Sheryl Crow Pleads with Melania Trump to Stop Husband’s ‘Incitement of Violence’

SAN DIEGO, CA - AUGUST 03: In this handout photo provided by SeaWorld San Diego, singer-so
Mike Aguilera/SeaWorld San Diego via Getty Images

Country star Sheryl Crow pleaded with First Lady Melania Trump to stop her husband’s s0-called “bullying” and incitement of “violence,” arguing that President Donald Trump may listen to his wife over others.

In a tweet directed to the First Lady herself, Crow complained that Donald Trump “seems not to care” about the consequences of his aggressive tweeting.
“Dear @FLOTUS Melania, could you ask your husband to stop bullying and stop inciting violence? It is tearing us apart,” she wrote. “He seems to not care. Perhaps @realDonaldTrump might listen to you? #MothersWhoCare #StopBullying #FakeNewsTweets.”

Crow’s complaint came off the back of multiple tweets from the President, where he mocked “Sleepy Joe Biden” and “Crazy Bernie Sanders” and celebrated his exoneration from FBI Special Counsel Robert Mueller’s investigation into supposed Russian collusion.

It is not the first that the singer, who has sold over 50 million albums worldwide, has undertaken innovative measures to confront the Trump presidency. In 2017, the 57-year-old revealed she had turned to meditation to confront fears of his “apocalyptic” presidency.

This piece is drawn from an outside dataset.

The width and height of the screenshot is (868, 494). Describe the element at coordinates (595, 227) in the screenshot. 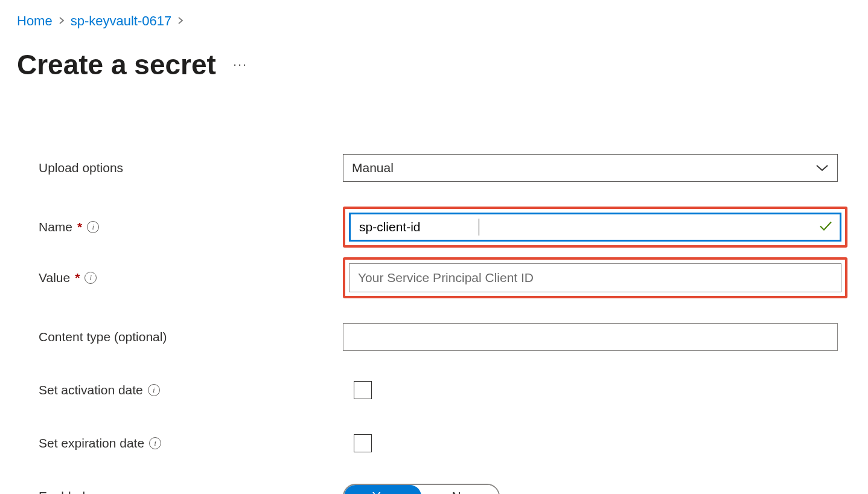

I see `input-name` at that location.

“My sleep has been disturbed. My insides are ridden with unease,” Sheryl Crow said in an interview with Rolling Stone. “I wrote that song before Trump got the nomination – it already felt apocalyptic that people were entertaining the idea of making a man like that the most powerful person in the world.”

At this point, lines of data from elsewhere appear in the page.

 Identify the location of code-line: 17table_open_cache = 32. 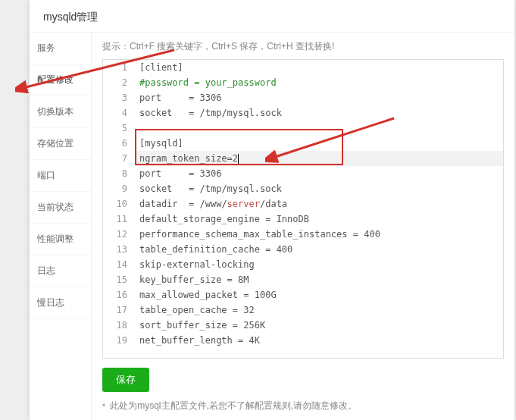
(303, 310).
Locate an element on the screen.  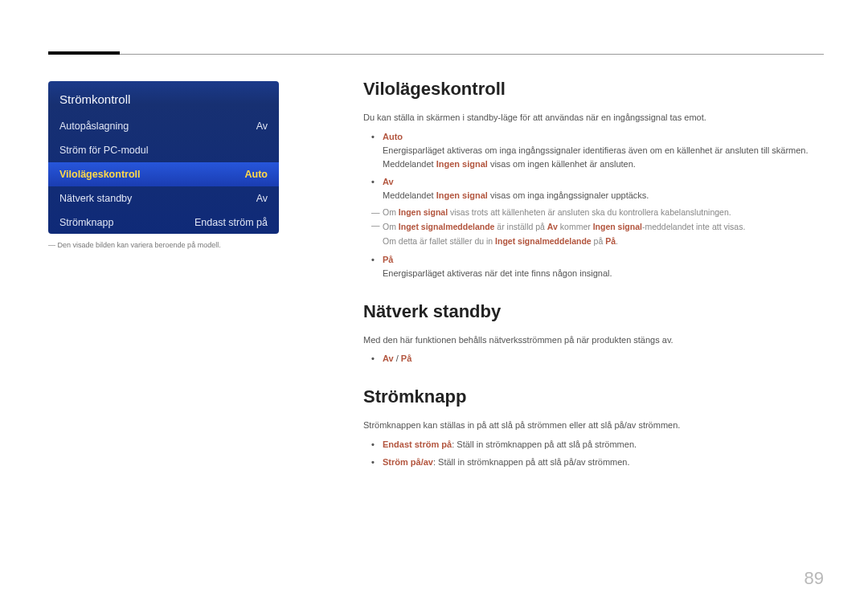
s2-sep: / is located at coordinates (397, 358).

Crow has also styled herself as one of Hollywood’s most vehement anti-Second Amendment activists. In 2017, she released a special song on the theme of gun control to commemorate the fifth year anniversary of the mass shooting at Sandy Hook school in Newtown, Connecticut. She claimed at the time the song “represents the voice of the parents of Sandy Hook victims and others working to end gun violence.”